Quote:
Originally Posted by PokerPlayer66
Standard deviation is basically opinion since not all information is known.
In the case of AA, you just compare it to all possible hands preflop and you know you're the favourite no matter what.
Standard deviation is just a random formula invented to tell us what the guy who invented the formula thinks is a reasonable distribution of results. No, I don't have a PhD in statistics and work with numbers all day, but then again I'm guessing not many people in this forum do either. Common sense tells us though that anyone can write a formula and say this shows what is reasonable. Why is that specific formula correct? Why couldn't we use a different one? We could, evidently. It's just become convention to use standard deviation instead.
It's clearly nothing at all like equity calculations, where all possible outcomes are known in advance and can be calculated.

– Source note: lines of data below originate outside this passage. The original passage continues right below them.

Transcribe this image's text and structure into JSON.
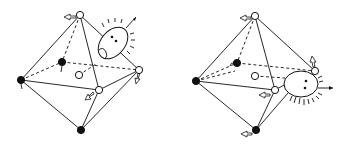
{
  "figure": {
    "panels": [
      {
        "id": "left",
        "vertices": {
          "top": {
            "x": 80,
            "y": 15,
            "type": "open"
          },
          "left": {
            "x": 21,
            "y": 80,
            "type": "filled"
          },
          "back": {
            "x": 62,
            "y": 62,
            "type": "filled"
          },
          "center": {
            "x": 79,
            "y": 75,
            "type": "open"
          },
          "right": {
            "x": 139,
            "y": 70,
            "type": "open"
          },
          "front": {
            "x": 99,
            "y": 90,
            "type": "open"
          },
          "bottom": {
            "x": 81,
            "y": 130,
            "type": "filled"
          }
        },
        "face": {
          "cx": 113,
          "cy": 43,
          "rx": 12,
          "ry": 18,
          "rotate": 40
        }
      },
      {
        "id": "right",
        "vertices": {
          "top": {
            "x": 255,
            "y": 16,
            "type": "open"
          },
          "left": {
            "x": 196,
            "y": 81,
            "type": "filled"
          },
          "back": {
            "x": 237,
            "y": 63,
            "type": "filled"
          },
          "center": {
            "x": 255,
            "y": 76,
            "type": "open"
          },
          "right": {
            "x": 315,
            "y": 71,
            "type": "open"
          },
          "front": {
            "x": 275,
            "y": 90,
            "type": "open"
          },
          "bottom": {
            "x": 256,
            "y": 130,
            "type": "filled"
          }
        },
        "face": {
          "cx": 301,
          "cy": 84,
          "rx": 17,
          "ry": 13,
          "rotate": 0
        }
      }
    ],
    "colors": {
      "line": "#111111",
      "background": "#ffffff"
    }
  }
}
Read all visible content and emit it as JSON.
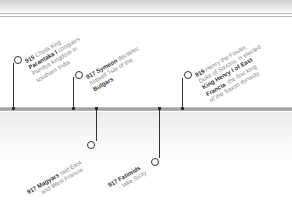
{
  "timeline": {
    "events_above": [
      {
        "year": "915",
        "lines": [
          {
            "pre": "",
            "bold": "",
            "post": " Chola king"
          },
          {
            "pre": "",
            "bold": "Parantaka I",
            "post": " conquers"
          },
          {
            "pre": "Pandya kingdom in",
            "bold": "",
            "post": ""
          },
          {
            "pre": "southern India",
            "bold": "",
            "post": ""
          }
        ]
      },
      {
        "year": "917",
        "lines": [
          {
            "pre": "",
            "bold": "Symeon",
            "post": " declares"
          },
          {
            "pre": "himself Tsar of the",
            "bold": "",
            "post": ""
          },
          {
            "pre": "",
            "bold": "Bulgars",
            "post": ""
          }
        ]
      },
      {
        "year": "919",
        "lines": [
          {
            "pre": "",
            "bold": "",
            "post": " Henry the Fowler,"
          },
          {
            "pre": "Duke of Saxony, is elected",
            "bold": "",
            "post": ""
          },
          {
            "pre": "",
            "bold": "King Henry I of East",
            "post": ""
          },
          {
            "pre": "",
            "bold": "Francia",
            "post": ", the first king"
          },
          {
            "pre": "of the Saxon dynasty",
            "bold": "",
            "post": ""
          }
        ]
      }
    ],
    "events_below": [
      {
        "year": "917",
        "lines": [
          {
            "pre": "",
            "bold": "Magyars",
            "post": " raid East"
          },
          {
            "pre": "and West Francia",
            "bold": "",
            "post": ""
          }
        ]
      },
      {
        "year": "917",
        "lines": [
          {
            "pre": "",
            "bold": "Fatimids",
            "post": ""
          },
          {
            "pre": "take Sicily",
            "bold": "",
            "post": ""
          }
        ]
      }
    ]
  },
  "colors": {
    "line": "#333333",
    "bar": "#a8a8a8",
    "text_muted": "#888888",
    "text_bold": "#333333"
  }
}
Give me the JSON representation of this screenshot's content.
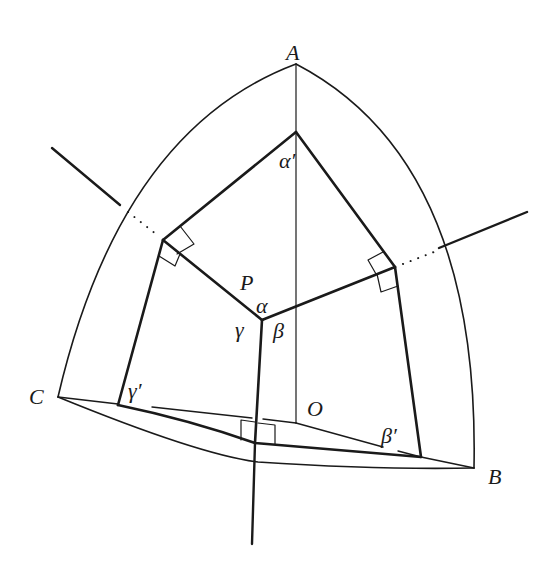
{
  "diagram": {
    "type": "spherical-geometry",
    "labels": {
      "A": "A",
      "B": "B",
      "C": "C",
      "O": "O",
      "P": "P",
      "alpha": "α",
      "beta": "β",
      "gamma": "γ",
      "alpha_prime": "α′",
      "beta_prime": "β′",
      "gamma_prime": "γ′"
    },
    "colors": {
      "stroke": "#1a1a1a",
      "background": "#ffffff"
    }
  }
}
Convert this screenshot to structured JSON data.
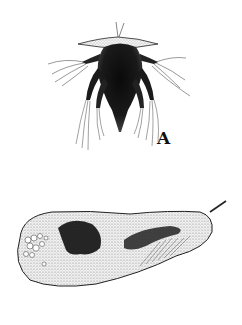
{
  "figures": [
    {
      "id": "A",
      "label": "A",
      "subject": "nauplius-larva-illustration"
    },
    {
      "id": "B",
      "label": "B",
      "subject": "elongated-protist-cell-illustration"
    }
  ],
  "colors": {
    "ink": "#111111",
    "stipple": "#555555",
    "background": "#ffffff"
  }
}
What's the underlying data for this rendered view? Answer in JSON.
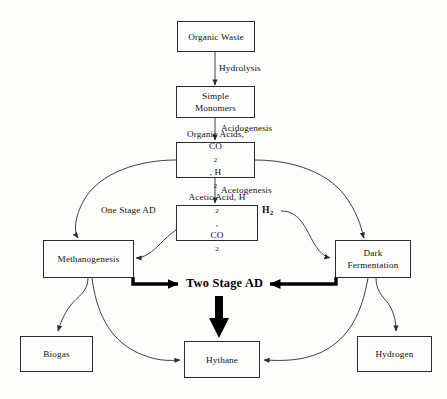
{
  "diagram": {
    "stroke_color": "#2b2b2b",
    "thick_stroke_color": "#000000",
    "background_color": "#fdfdfc"
  },
  "nodes": {
    "organic_waste": {
      "label": "Organic Waste"
    },
    "simple_monomers": {
      "line1": "Simple",
      "line2": "Monomers"
    },
    "organic_acids": {
      "line1": "Organic Acids,",
      "line2_pre": "CO",
      "line2_sub1": "2",
      "line2_mid": ", H",
      "line2_sub2": "2"
    },
    "acetic_acid": {
      "line1_pre": "Acetic Acid, H",
      "line1_sub": "2",
      "line1_post": ",",
      "line2_pre": "CO",
      "line2_sub": "2"
    },
    "methanogenesis": {
      "label": "Methanogenesis"
    },
    "dark_fermentation": {
      "line1": "Dark",
      "line2": "Fermentation"
    },
    "biogas": {
      "label": "Biogas"
    },
    "hythane": {
      "label": "Hythane"
    },
    "hydrogen": {
      "label": "Hydrogen"
    }
  },
  "edge_labels": {
    "hydrolysis": "Hydrolysis",
    "acidogenesis": "Acidogenesis",
    "acetogenesis": "Acetogenesis",
    "one_stage_ad": "One Stage AD",
    "h2_pre": "H",
    "h2_sub": "2"
  },
  "callouts": {
    "two_stage_ad": "Two Stage AD"
  }
}
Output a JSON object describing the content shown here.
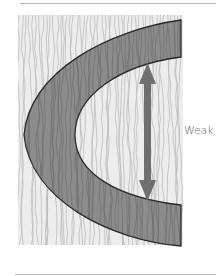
{
  "diagram": {
    "label": "Weak",
    "arrow": "double-headed vertical arrow indicating weak direction",
    "colors": {
      "wood_background": "#e6e6e6",
      "grain_lines": "#b8b8b8",
      "band_fill": "#8a8a8a",
      "band_grain": "#6e6e6e",
      "outline": "#2a2a2a",
      "arrow": "#6a6a6a",
      "rule": "#b5b5b5"
    }
  }
}
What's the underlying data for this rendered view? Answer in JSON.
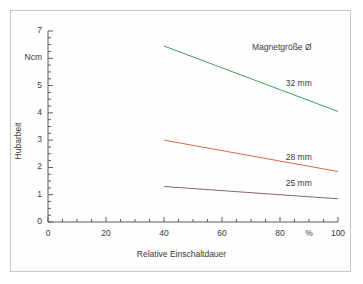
{
  "chart_data": {
    "type": "line",
    "title": "",
    "xlabel": "Relative Einschaltdauer",
    "ylabel": "Hubarbeit",
    "yunit": "Ncm",
    "xunit": "%",
    "xlim": [
      0,
      100
    ],
    "ylim": [
      0,
      7
    ],
    "grid": false,
    "legend_position": "inline-right",
    "legend_title": "Magnetgröße Ø",
    "x_major_ticks": [
      0,
      20,
      40,
      60,
      80,
      100
    ],
    "x_tick_labels": [
      "0",
      "20",
      "40",
      "60",
      "80",
      "100"
    ],
    "x_unit_tick": 90,
    "x_unit_tick_label": "%",
    "x_minor_step": 5,
    "y_major_ticks": [
      0,
      1,
      2,
      3,
      4,
      5,
      6,
      7
    ],
    "y_tick_labels": [
      "0",
      "1",
      "2",
      "3",
      "4",
      "5",
      "Ncm",
      "7"
    ],
    "y_minor_step": 0.25,
    "series": [
      {
        "name": "32 mm",
        "color": "#3f9c62",
        "x": [
          40,
          100
        ],
        "values": [
          6.45,
          4.05
        ],
        "label_x": 82,
        "label_y": 5.05
      },
      {
        "name": "28 mm",
        "color": "#d4694a",
        "x": [
          40,
          100
        ],
        "values": [
          3.0,
          1.85
        ],
        "label_x": 82,
        "label_y": 2.35
      },
      {
        "name": "25 mm",
        "color": "#8c6073",
        "x": [
          40,
          100
        ],
        "values": [
          1.3,
          0.85
        ],
        "label_x": 82,
        "label_y": 1.4
      }
    ]
  },
  "colors": {
    "axis": "#5a5a5a",
    "text": "#3a3a3a",
    "frame": "#c9c9c9",
    "background": "#ffffff"
  }
}
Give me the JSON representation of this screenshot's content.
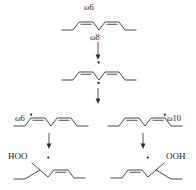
{
  "diagram": {
    "background_color": "#ffffff",
    "line_color": "#2b2b2b",
    "text_color": "#1a1a1a"
  },
  "labels": {
    "top_omega6": "ω6",
    "top_omega8": "ω8",
    "left_omega6": "ω6",
    "right_omega10": "ω10",
    "left_product_group": "HOO",
    "right_product_group": "OOH"
  },
  "structures": [
    {
      "id": "parent-diene",
      "name": "parent-1-4-diene",
      "row": 1,
      "radical_dots": 0,
      "double_bonds": 2,
      "annotations": [
        "ω6",
        "ω8"
      ]
    },
    {
      "id": "pentadienyl-radical",
      "name": "pentadienyl-radical",
      "row": 2,
      "radical_dots": 2,
      "double_bonds": 2,
      "annotations": []
    },
    {
      "id": "omega6-radical",
      "name": "omega6-allylic-radical",
      "row": 3,
      "side": "left",
      "radical_dots": 1,
      "double_bonds": 2,
      "annotations": [
        "ω6"
      ]
    },
    {
      "id": "omega10-radical",
      "name": "omega10-allylic-radical",
      "row": 3,
      "side": "right",
      "radical_dots": 1,
      "double_bonds": 2,
      "annotations": [
        "ω10"
      ]
    },
    {
      "id": "omega6-hydroperoxide",
      "name": "omega6-hydroperoxide-product",
      "row": 4,
      "side": "left",
      "radical_dots": 1,
      "double_bonds": 2,
      "annotations": [
        "HOO"
      ]
    },
    {
      "id": "omega10-hydroperoxide",
      "name": "omega10-hydroperoxide-product",
      "row": 4,
      "side": "right",
      "radical_dots": 1,
      "double_bonds": 2,
      "annotations": [
        "OOH"
      ]
    }
  ],
  "arrows": [
    {
      "id": "arrow-parent-to-radical",
      "name": "reaction-arrow-down-1",
      "direction": "down"
    },
    {
      "id": "arrow-radical-branch",
      "name": "reaction-arrow-down-2",
      "direction": "down"
    },
    {
      "id": "arrow-left-to-product",
      "name": "reaction-arrow-down-left",
      "direction": "down"
    },
    {
      "id": "arrow-right-to-product",
      "name": "reaction-arrow-down-right",
      "direction": "down"
    }
  ]
}
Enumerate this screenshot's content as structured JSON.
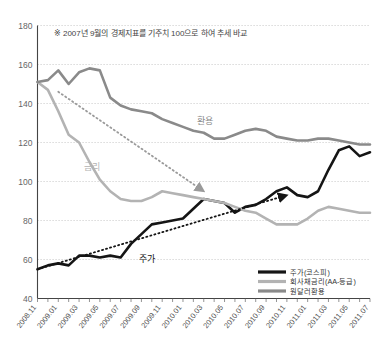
{
  "chart_data": {
    "type": "line",
    "title": "",
    "note": "※ 2007년 9월의 경제지표를 기주치 100으로 하여 추세 바교",
    "xlabel": "",
    "ylabel": "",
    "ylim": [
      40,
      180
    ],
    "ytick_values": [
      40,
      60,
      80,
      100,
      120,
      140,
      160,
      180
    ],
    "ytick_labels": [
      "40",
      "60",
      "80",
      "100",
      "120",
      "140",
      "160",
      "180"
    ],
    "grid": true,
    "legend_position": "bottom-right",
    "x": [
      "2008.11",
      "2008.12",
      "2009.01",
      "2009.02",
      "2009.03",
      "2009.04",
      "2009.05",
      "2009.06",
      "2009.07",
      "2009.08",
      "2009.09",
      "2009.10",
      "2009.11",
      "2009.12",
      "2010.01",
      "2010.02",
      "2010.03",
      "2010.04",
      "2010.05",
      "2010.06",
      "2010.07",
      "2010.08",
      "2010.09",
      "2010.10",
      "2010.11",
      "2010.12",
      "2011.01",
      "2011.02",
      "2011.03",
      "2011.04",
      "2011.05",
      "2011.06",
      "2011.07"
    ],
    "xtick_labels": [
      "2008.11",
      "2009.01",
      "2009.03",
      "2009.05",
      "2009.07",
      "2009.09",
      "2009.11",
      "2010.01",
      "2010.03",
      "2010.05",
      "2010.07",
      "2010.09",
      "2010.11",
      "2011.01",
      "2011.03",
      "2011.05",
      "2011.07"
    ],
    "series": [
      {
        "name": "주가(코스피)",
        "color": "#151515",
        "width": 2.6,
        "inline_label": "주가",
        "values": [
          55,
          57,
          58,
          57,
          62,
          62,
          61,
          62,
          61,
          68,
          73,
          78,
          79,
          80,
          81,
          86,
          91,
          90,
          89,
          84,
          87,
          88,
          91,
          95,
          97,
          93,
          92,
          95,
          106,
          116,
          118,
          113,
          115
        ]
      },
      {
        "name": "회사채금리(AA-등급)",
        "color": "#b3b3b3",
        "width": 2.6,
        "inline_label": "금리",
        "values": [
          151,
          147,
          136,
          124,
          120,
          110,
          101,
          95,
          91,
          90,
          90,
          92,
          95,
          94,
          93,
          92,
          91,
          90,
          89,
          87,
          85,
          84,
          81,
          78,
          78,
          78,
          81,
          85,
          87,
          86,
          85,
          84,
          84
        ]
      },
      {
        "name": "원달러환용",
        "color": "#8a8a8a",
        "width": 2.6,
        "inline_label": "환용",
        "values": [
          151,
          152,
          157,
          150,
          156,
          158,
          157,
          143,
          139,
          137,
          136,
          135,
          132,
          130,
          128,
          126,
          125,
          122,
          122,
          124,
          126,
          127,
          126,
          123,
          122,
          121,
          121,
          122,
          122,
          121,
          120,
          119,
          119
        ]
      }
    ],
    "trend_arrows": [
      {
        "name": "interest-rate-trend",
        "x_from": "2009.01",
        "y_from": 146,
        "x_to": "2010.03",
        "y_to": 95,
        "style": "dotted",
        "color": "#9a9a9a"
      },
      {
        "name": "stock-price-trend",
        "x_from": "2008.11",
        "y_from": 55,
        "x_to": "2010.11",
        "y_to": 93,
        "style": "dotted",
        "color": "#151515"
      }
    ]
  }
}
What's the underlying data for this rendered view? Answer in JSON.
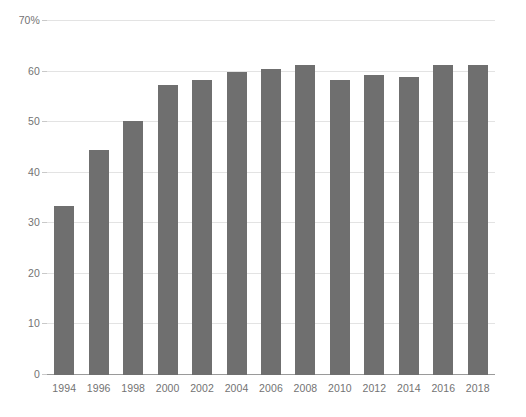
{
  "chart_data": {
    "type": "bar",
    "title": "",
    "subtitle": "",
    "xlabel": "",
    "ylabel": "",
    "categories": [
      "1994",
      "1996",
      "1998",
      "2000",
      "2002",
      "2004",
      "2006",
      "2008",
      "2010",
      "2012",
      "2014",
      "2016",
      "2018"
    ],
    "values": [
      33.4,
      44.5,
      50.2,
      57.3,
      58.3,
      60.0,
      60.6,
      61.3,
      58.3,
      59.3,
      58.9,
      61.3,
      61.3
    ],
    "series": [
      {
        "name": "",
        "values": [
          33.4,
          44.5,
          50.2,
          57.3,
          58.3,
          60.0,
          60.6,
          61.3,
          58.3,
          59.3,
          58.9,
          61.3,
          61.3
        ]
      }
    ],
    "ylim": [
      0,
      70
    ],
    "yticks": [
      0,
      10,
      20,
      30,
      40,
      50,
      60,
      70
    ],
    "ytick_labels": [
      "0",
      "10",
      "20",
      "30",
      "40",
      "50",
      "60",
      "70%"
    ],
    "xtick_labels": [
      "1994",
      "1996",
      "1998",
      "2000",
      "2002",
      "2004",
      "2006",
      "2008",
      "2010",
      "2012",
      "2014",
      "2016",
      "2018"
    ],
    "grid": true,
    "legend": false,
    "legend_position": "none",
    "annotations": [],
    "colors": {
      "bar": "#6f6f6f",
      "gridline": "#e3e3e3",
      "axis": "#9a9a9a",
      "tick_label": "#737373",
      "background": "#ffffff"
    }
  }
}
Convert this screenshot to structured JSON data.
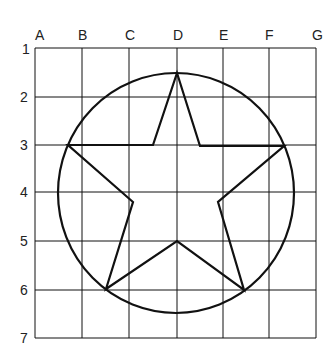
{
  "diagram": {
    "columns": [
      "A",
      "B",
      "C",
      "D",
      "E",
      "F",
      "G"
    ],
    "rows": [
      "1",
      "2",
      "3",
      "4",
      "5",
      "6",
      "7"
    ],
    "grid": {
      "x": [
        35,
        82,
        129,
        177,
        223,
        269,
        316
      ],
      "y": [
        48,
        97,
        145,
        192,
        241,
        290,
        338
      ]
    },
    "circle": {
      "cx": 176,
      "cy": 193,
      "rx": 118,
      "ry": 120
    },
    "star_points": [
      [
        177,
        73
      ],
      [
        200,
        146
      ],
      [
        284,
        146
      ],
      [
        218,
        202
      ],
      [
        244,
        290
      ],
      [
        177,
        241
      ],
      [
        106,
        289
      ],
      [
        133,
        202
      ],
      [
        68,
        145
      ],
      [
        153,
        145
      ]
    ],
    "line_color": "#111111"
  }
}
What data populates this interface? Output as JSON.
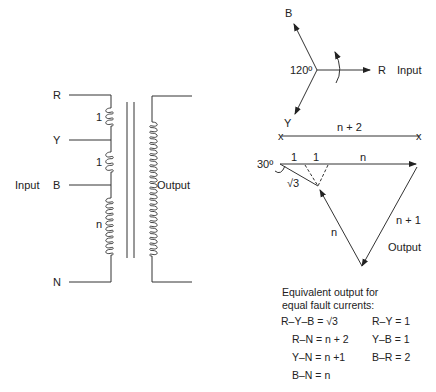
{
  "transformer": {
    "terminals": [
      "R",
      "Y",
      "B",
      "N"
    ],
    "winding_ratios": [
      "1",
      "1",
      "n"
    ],
    "input_label": "Input",
    "output_label": "Output"
  },
  "phasor_input": {
    "phases": [
      "B",
      "R",
      "Y"
    ],
    "angle_label": "120º",
    "input_label": "Input"
  },
  "phasor_output": {
    "top_span_label": "n + 2",
    "segment_labels": [
      "1",
      "1",
      "n"
    ],
    "angle_label": "30º",
    "sqrt_label": "√3",
    "left_side_label": "n",
    "right_side_label": "n + 1",
    "output_label": "Output"
  },
  "equivalents": {
    "heading_line1": "Equivalent output for",
    "heading_line2": "equal fault currents:",
    "left": [
      "R–Y–B = √3",
      "R–N = n + 2",
      "Y–N = n +1",
      "B–N = n"
    ],
    "right": [
      "R–Y = 1",
      "Y–B = 1",
      "B–R = 2"
    ]
  }
}
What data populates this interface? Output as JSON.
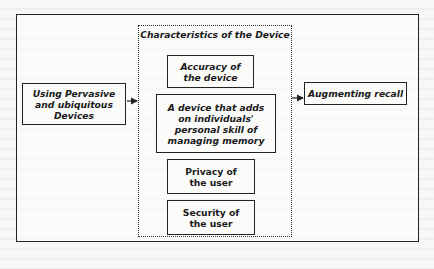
{
  "diagram": {
    "input": {
      "label": "Using Pervasive and ubiquitous Devices"
    },
    "group": {
      "title": "Characteristics of the Device",
      "items": [
        {
          "label": "Accuracy of the device",
          "style": "bold-italic"
        },
        {
          "label": "A device that adds on individuals' personal skill of managing memory",
          "style": "bold-italic"
        },
        {
          "label": "Privacy of the user",
          "style": "bold"
        },
        {
          "label": "Security of the user",
          "style": "bold"
        }
      ]
    },
    "output": {
      "label": "Augmenting recall"
    },
    "edges": [
      {
        "from": "Using Pervasive and ubiquitous Devices",
        "to": "Characteristics of the Device"
      },
      {
        "from": "Characteristics of the Device",
        "to": "Augmenting recall"
      }
    ],
    "colors": {
      "stroke": "#222222",
      "background": "#f7f7f5"
    }
  }
}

On all-in's, all information IS known. With two people all-in preflop, there are 4 cards known and 48 cards unknown. That's exactly 1,712,304 combinations for how the board will run out. It's EXACTLY known how many of those combinations you will win and how many the other guy will win.
Once you know that exact probability, let's say you run 100 hands with the same exact probability. The math changes a bit because probability is usually slightly different each time, but that doesn't really change the concept. Out of those 100 hands with probability of, say, 60% that you win, it is mathematically PROVEN that the distribution approaches the normal distribution.
If you flipped a coin 100 times, you would not expect expect exactly 50 heads. The chance of that happening is only 8% ((100 chose 50)*(0.5)^50*(0.5)^50 if you want the gory details). This 8% is a mathematical fact with the binomial distribution. But how likely is, say, being worse than 60 heads? Well, it's a mathematical fact that the distribution of the number of heads approaches the normal distribution.
The formula for the standard deviation is somewhat arbitrary. The variance is the sum of (x-mean)^2/n and the SD is the square root. Why not the absolute value instead of the square? It is arbitrary, but the important thing is that the standard deviation, as defined, is part of the definition of the normal distribution. It is a mathematical fact that the binomial distribution approaches the normal distribution, with the same standard deviation. The binomial distribution gives the same result without using standard deviation at all, it is just more complicated math.
If you need more convincing, start with very simple bernoulli trials. Then work your way up to a binomial distribution for two coin flips. 50% of two coin flips will be 1 heads, 25% 2 heads and 25% 2 tails. For 3 coin flips, H=0 is 1/8, H=1 and H=2 is 3/8 and H=3 is 1/8. You can go through the trouble of using the Excel formula =IF(RAND()>0.5, 1, 0), which will be a coin flip. Paste that in three different cells and sum them up. If you keep pressing F9 and recording how many are "heads" each time, it will approach these values. Again, these are mathematical facts.
The numbers get more complex as the number of trials goes up, such as my example with 380 all-ins. But the concept remains the same. Actually do the Excel formula trial with coin flips to see it in action if you need more convincing.